To be quite sure, the quote of the 14.Century Emperor, which Pope Benedict used to explain his point that God works through reason was tactically not well chosen.
And yes it could lead to misunderstandings.
But if one reads the whole lecture one can be assured that it was in no way meant as a part of a "clash of civilizations".
One also has to realize in what context the lecture stood and who the audience were.
It was meant for university students and professors, most of them non-religious people in a place were reason is of the utmost importance. Many of them were probably people, who could not conceive that reason and religion could have some common ground.
Pope Benedict used to be a Professor of Theology and when he held the lecture he fell back into this role. For an academic in theology or philosophy words and quotes are not used in a tactical manner but as an invitation to analysis and dialogue.
This invitation to dialogue is what Pope Benedict mentioned in his apology towards the Muslim people. And there were Muslim theologians who understood it in exactly this way.
The whole lecture was meant as reasoning that faith in God was NOT unreasonable.
The Pope compares the early theology of the Church which was influenced by Hellenistic reason to the teachings of a certain Islamic theologian.
The New Testament written in a Greek environment was influenced in its wording by this environment, like the beginning of the Gospel of John: "In the beginning was the Word and the Word was with God and God was the Word." The Greek word "logos" or "word" has also the meaning of "reason" and "logic".
So the early Church believed that God worked through reason, but according to the French scholar of Islamic religion R. Arnaldez the Islamic theologian Ibn Hazm believed that God transcends even reason and logic.
So this 13.century Emperor declared that the use of violence to spread faith was against God's reason.
And then Pope Benedict explains that in the middle ages Christian theology have strayed from these believes of reason and had become very close to the opinions of Ibn Hazm, believing that we would only know the ordained will of God, and beyond this was God's freedom where he could have done exactly the opposite of what He has done. But mostly the Church has kept to the belief that there is an analogy between the Spirit of the Creator and created reason.
The Pope explains that Christian theology and the Greek philosophies of reason did approach each other once and this is also a challenge for us today.
Then the Pope explains three phases of de-Hellenisation within Christianity. First the Reformation which strived to simplify Christian theology and cut it from its philosophical roots, then the Enlightenment, where faith and reason were put into two different compartments and then modern liberal theology which reduces itself to the simple message, denying the philosophical and mystical parts of belief in the Divinity of Christ and the Trinity.
Behind this third phase stands the modern form of seeing reason purely in a materialistic way, the matter in a mathematical structure.
The Pope argues that western society has put reason into a purely positivistic frame work which excludes other wider forms of reason.
And this, he argues might be dangerous even lead to pathologies, which necessarily break out, when reason is shortened in such a way, that it excludes the questions of religion and ethics. Ethical rules reasoned through evolution, psychology and sociology are just not sufficient.
And the Pope concludes that reason which is deaf to the Divine and thrusts religion into the area of subcultures is unable to a real dialogue of cultures.
The whole lecture was highly philosophical and read in context there is no way that it could have been intended in any way as a provocation towards the Muslim world.
The question is why the New York Times together with other media outlets which have done its own important share in the "clash of civilization" rhetoric chooses now to paint the Pope into a new Crusader?
Could it be that in publicizing the incidence in such a way they just want to stoke up the fires of intolerance and show the Muslim world that the Catholic Church has taken sides against Islam?
For one thing is absolutely sure: from the time of the first Gulf War the Vatican has strongly opposed wars in the Middle East and else where.
With the Vatican envoy in Palestine the Catholic Church has joined other Christian churches in calling Christian Zionism a heresy. Since Christian Zionist churches are the strongest non-Jewish support groups for Israel this comes rather close to denouncing Zionism itself.
It also seems as if the Vatican has been an outspoken critic of Israeli aggression against Lebanon and Gaza recently, although many people think he should do more.
While the Pope is definitely interested in a religious and cultural dialogue, in the building of bridges towards and a peaceful coexistence with Islam, there are powerful forces who are totally opposed to this.
I hope and pray that we Christians and Muslims together with wise clerics and theologians will not fall into the trap of hatred leading to violence and war, a trap which has been set by people who have neither faith nor even secular humanistic ethics.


**AIM OF THE EXERCISE**
If an entry contains a picture, omit that picture and transcribe everything else exactly.

**THE DATA**
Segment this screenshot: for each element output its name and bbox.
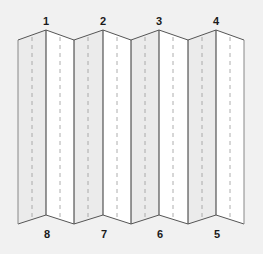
top-labels: 1 2 3 4 [43, 15, 220, 27]
label-2: 2 [100, 15, 106, 27]
label-1: 1 [43, 15, 49, 27]
panel-2-left [74, 30, 103, 224]
panel-3-right [159, 30, 188, 224]
label-7: 7 [101, 228, 107, 240]
label-8: 8 [44, 228, 50, 240]
label-3: 3 [156, 15, 162, 27]
accordion-fold-diagram: 1 2 3 4 8 7 6 5 [0, 0, 263, 254]
label-5: 5 [214, 228, 220, 240]
label-4: 4 [213, 15, 220, 27]
label-6: 6 [157, 228, 163, 240]
bottom-labels: 8 7 6 5 [44, 228, 220, 240]
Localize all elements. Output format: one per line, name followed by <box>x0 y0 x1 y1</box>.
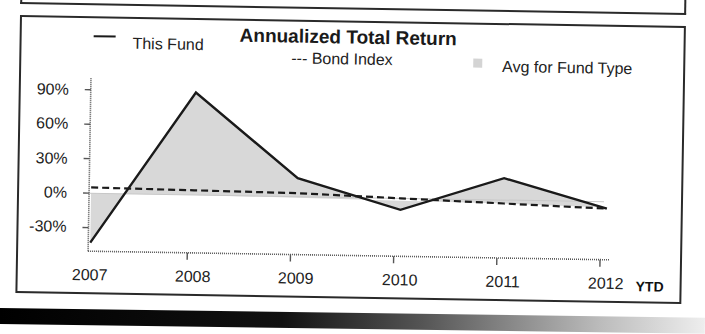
avg-fund-type-area <box>90 91 608 251</box>
x-tick-label: 2008 <box>175 268 211 287</box>
plot-area <box>17 17 688 306</box>
x-tick-label: 2009 <box>278 269 314 288</box>
x-tick-label: 2010 <box>382 271 418 290</box>
x-tick-label: 2007 <box>72 266 108 285</box>
x-ticks <box>187 253 600 267</box>
previous-panel-frame <box>20 0 687 15</box>
x-axis-line <box>88 251 610 260</box>
x-tick-label: 2011 <box>485 273 520 292</box>
annualized-return-panel: Annualized Total Return This Fund --- Bo… <box>15 15 686 304</box>
ytd-label: YTD <box>635 278 663 294</box>
x-tick-label: 2012 <box>588 274 624 293</box>
chart-scene: Annualized Total Return This Fund --- Bo… <box>0 0 705 332</box>
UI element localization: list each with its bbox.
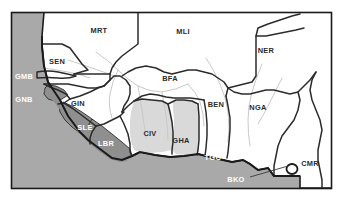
label-cmr: CMR: [301, 159, 319, 168]
label-sen: SEN: [49, 57, 65, 66]
label-sle: SLE: [77, 123, 92, 132]
highlight-light-gha: [172, 100, 199, 155]
label-gin: GIN: [71, 99, 85, 108]
west-africa-map-figure: MRT MLI NER SEN GMB GNB GIN BFA BEN NGA …: [0, 0, 347, 201]
label-gmb: GMB: [15, 72, 33, 81]
label-civ: CIV: [143, 129, 156, 138]
label-gnb: GNB: [15, 95, 32, 104]
label-lbr: LBR: [98, 139, 114, 148]
label-gha: GHA: [172, 136, 190, 145]
map-body: MRT MLI NER SEN GMB GNB GIN BFA BEN NGA …: [11, 12, 332, 189]
label-bfa: BFA: [162, 74, 178, 83]
label-mrt: MRT: [91, 26, 108, 35]
label-nga: NGA: [249, 103, 267, 112]
label-bko: BKO: [227, 175, 244, 184]
label-ner: NER: [258, 46, 275, 55]
label-ben: BEN: [208, 100, 225, 109]
bioko-island-shape: [287, 164, 298, 174]
highlight-light-civ: [130, 99, 173, 153]
label-mli: MLI: [176, 27, 190, 36]
label-tgo: TGO: [205, 153, 222, 162]
map-canvas: MRT MLI NER SEN GMB GNB GIN BFA BEN NGA …: [0, 0, 347, 201]
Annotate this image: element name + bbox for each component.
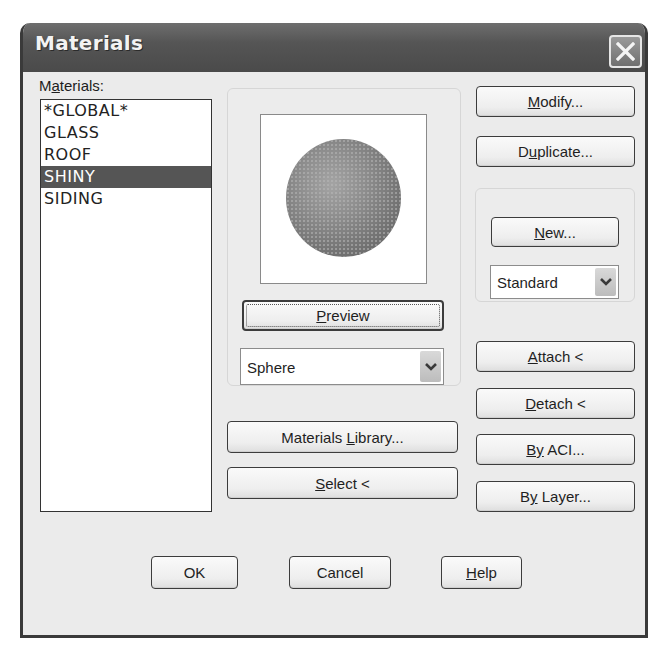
dropdown-arrow[interactable] bbox=[595, 268, 616, 296]
list-item-roof[interactable]: ROOF bbox=[41, 144, 211, 166]
dialog-title: Materials bbox=[35, 31, 143, 55]
duplicate-button[interactable]: Duplicate... bbox=[476, 136, 635, 167]
material-type-value: Standard bbox=[497, 274, 558, 291]
list-item-shiny[interactable]: SHINY bbox=[41, 166, 211, 188]
materials-dialog: Materials Materials: *GLOBAL* GLASS ROOF… bbox=[20, 23, 648, 638]
focus-ring bbox=[246, 304, 440, 327]
preview-shape-value: Sphere bbox=[247, 358, 295, 375]
list-item-global[interactable]: *GLOBAL* bbox=[41, 100, 211, 122]
close-x-icon bbox=[616, 42, 635, 61]
cancel-button[interactable]: Cancel bbox=[289, 556, 391, 589]
help-button[interactable]: Help bbox=[441, 556, 522, 589]
materials-list-label: Materials: bbox=[39, 77, 104, 94]
attach-button[interactable]: Attach < bbox=[476, 341, 635, 372]
dropdown-arrow[interactable] bbox=[420, 351, 441, 382]
preview-shape-select[interactable]: Sphere bbox=[240, 348, 444, 385]
detach-button[interactable]: Detach < bbox=[476, 388, 635, 419]
by-aci-button[interactable]: By ACI... bbox=[476, 434, 635, 465]
materials-listbox[interactable]: *GLOBAL* GLASS ROOF SHINY SIDING bbox=[40, 99, 212, 512]
select-button[interactable]: Select < bbox=[227, 467, 458, 499]
modify-button[interactable]: Modify... bbox=[476, 86, 635, 117]
title-bar[interactable]: Materials bbox=[23, 23, 645, 72]
material-type-select[interactable]: Standard bbox=[490, 265, 619, 299]
preview-image-frame bbox=[260, 114, 427, 284]
close-button[interactable] bbox=[609, 35, 642, 68]
by-layer-button[interactable]: By Layer... bbox=[476, 481, 635, 512]
chevron-down-icon bbox=[600, 278, 612, 286]
list-item-siding[interactable]: SIDING bbox=[41, 188, 211, 210]
new-button[interactable]: New... bbox=[491, 217, 619, 247]
chevron-down-icon bbox=[425, 363, 437, 371]
preview-button[interactable]: Preview bbox=[242, 300, 444, 331]
materials-library-button[interactable]: Materials Library... bbox=[227, 421, 458, 453]
sphere-preview-image bbox=[286, 139, 401, 257]
list-item-glass[interactable]: GLASS bbox=[41, 122, 211, 144]
ok-button[interactable]: OK bbox=[151, 556, 238, 589]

**ANSWER SPACE**
Segment this screenshot: for each element output its name and bbox.
top-labels: 1 2 3 4 [43, 15, 220, 27]
label-2: 2 [100, 15, 106, 27]
label-1: 1 [43, 15, 49, 27]
panel-2-left [74, 30, 103, 224]
panel-3-right [159, 30, 188, 224]
label-7: 7 [101, 228, 107, 240]
label-8: 8 [44, 228, 50, 240]
label-3: 3 [156, 15, 162, 27]
accordion-fold-diagram: 1 2 3 4 8 7 6 5 [0, 0, 263, 254]
label-5: 5 [214, 228, 220, 240]
label-4: 4 [213, 15, 220, 27]
label-6: 6 [157, 228, 163, 240]
bottom-labels: 8 7 6 5 [44, 228, 220, 240]
Localize all elements. Output format: one per line, name followed by <box>x0 y0 x1 y1</box>.
avg-fund-type-area <box>90 91 608 251</box>
x-tick-label: 2008 <box>175 268 211 287</box>
plot-area <box>17 17 688 306</box>
x-tick-label: 2009 <box>278 269 314 288</box>
x-tick-label: 2010 <box>382 271 418 290</box>
x-tick-label: 2007 <box>72 266 108 285</box>
x-ticks <box>187 253 600 267</box>
previous-panel-frame <box>20 0 687 15</box>
x-axis-line <box>88 251 610 260</box>
x-tick-label: 2011 <box>485 273 520 292</box>
annualized-return-panel: Annualized Total Return This Fund --- Bo… <box>15 15 686 304</box>
ytd-label: YTD <box>635 278 663 294</box>
x-tick-label: 2012 <box>588 274 624 293</box>
chart-scene: Annualized Total Return This Fund --- Bo… <box>0 0 705 332</box>
UI element localization: list each with its bbox.
label-cmr: CMR: [301, 159, 319, 168]
label-sen: SEN: [49, 57, 65, 66]
label-sle: SLE: [77, 123, 92, 132]
highlight-light-gha: [172, 100, 199, 155]
label-gin: GIN: [71, 99, 85, 108]
west-africa-map-figure: MRT MLI NER SEN GMB GNB GIN BFA BEN NGA …: [0, 0, 347, 201]
label-gmb: GMB: [15, 72, 33, 81]
label-civ: CIV: [143, 129, 156, 138]
label-gnb: GNB: [15, 95, 32, 104]
label-lbr: LBR: [98, 139, 114, 148]
label-gha: GHA: [172, 136, 190, 145]
map-body: MRT MLI NER SEN GMB GNB GIN BFA BEN NGA …: [11, 12, 332, 189]
label-bfa: BFA: [162, 74, 178, 83]
label-mrt: MRT: [91, 26, 108, 35]
label-nga: NGA: [249, 103, 267, 112]
label-bko: BKO: [227, 175, 244, 184]
label-ner: NER: [258, 46, 275, 55]
label-ben: BEN: [208, 100, 225, 109]
bioko-island-shape: [287, 164, 298, 174]
highlight-light-civ: [130, 99, 173, 153]
label-mli: MLI: [176, 27, 190, 36]
label-tgo: TGO: [205, 153, 222, 162]
map-canvas: MRT MLI NER SEN GMB GNB GIN BFA BEN NGA …: [0, 0, 347, 201]
Annotate this image: element name + bbox for each component.
dropdown-arrow[interactable] bbox=[595, 268, 616, 296]
list-item-roof[interactable]: ROOF bbox=[41, 144, 211, 166]
dialog-title: Materials bbox=[35, 31, 143, 55]
duplicate-button[interactable]: Duplicate... bbox=[476, 136, 635, 167]
material-type-value: Standard bbox=[497, 274, 558, 291]
list-item-shiny[interactable]: SHINY bbox=[41, 166, 211, 188]
materials-dialog: Materials Materials: *GLOBAL* GLASS ROOF… bbox=[20, 23, 648, 638]
focus-ring bbox=[246, 304, 440, 327]
preview-shape-value: Sphere bbox=[247, 358, 295, 375]
list-item-global[interactable]: *GLOBAL* bbox=[41, 100, 211, 122]
close-x-icon bbox=[616, 42, 635, 61]
cancel-button[interactable]: Cancel bbox=[289, 556, 391, 589]
help-button[interactable]: Help bbox=[441, 556, 522, 589]
materials-list-label: Materials: bbox=[39, 77, 104, 94]
attach-button[interactable]: Attach < bbox=[476, 341, 635, 372]
dropdown-arrow[interactable] bbox=[420, 351, 441, 382]
preview-shape-select[interactable]: Sphere bbox=[240, 348, 444, 385]
detach-button[interactable]: Detach < bbox=[476, 388, 635, 419]
by-aci-button[interactable]: By ACI... bbox=[476, 434, 635, 465]
materials-listbox[interactable]: *GLOBAL* GLASS ROOF SHINY SIDING bbox=[40, 99, 212, 512]
select-button[interactable]: Select < bbox=[227, 467, 458, 499]
modify-button[interactable]: Modify... bbox=[476, 86, 635, 117]
title-bar[interactable]: Materials bbox=[23, 23, 645, 72]
material-type-select[interactable]: Standard bbox=[490, 265, 619, 299]
preview-image-frame bbox=[260, 114, 427, 284]
close-button[interactable] bbox=[609, 35, 642, 68]
by-layer-button[interactable]: By Layer... bbox=[476, 481, 635, 512]
chevron-down-icon bbox=[600, 278, 612, 286]
list-item-siding[interactable]: SIDING bbox=[41, 188, 211, 210]
new-button[interactable]: New... bbox=[491, 217, 619, 247]
chevron-down-icon bbox=[425, 363, 437, 371]
preview-button[interactable]: Preview bbox=[242, 300, 444, 331]
materials-library-button[interactable]: Materials Library... bbox=[227, 421, 458, 453]
sphere-preview-image bbox=[286, 139, 401, 257]
list-item-glass[interactable]: GLASS bbox=[41, 122, 211, 144]
ok-button[interactable]: OK bbox=[151, 556, 238, 589]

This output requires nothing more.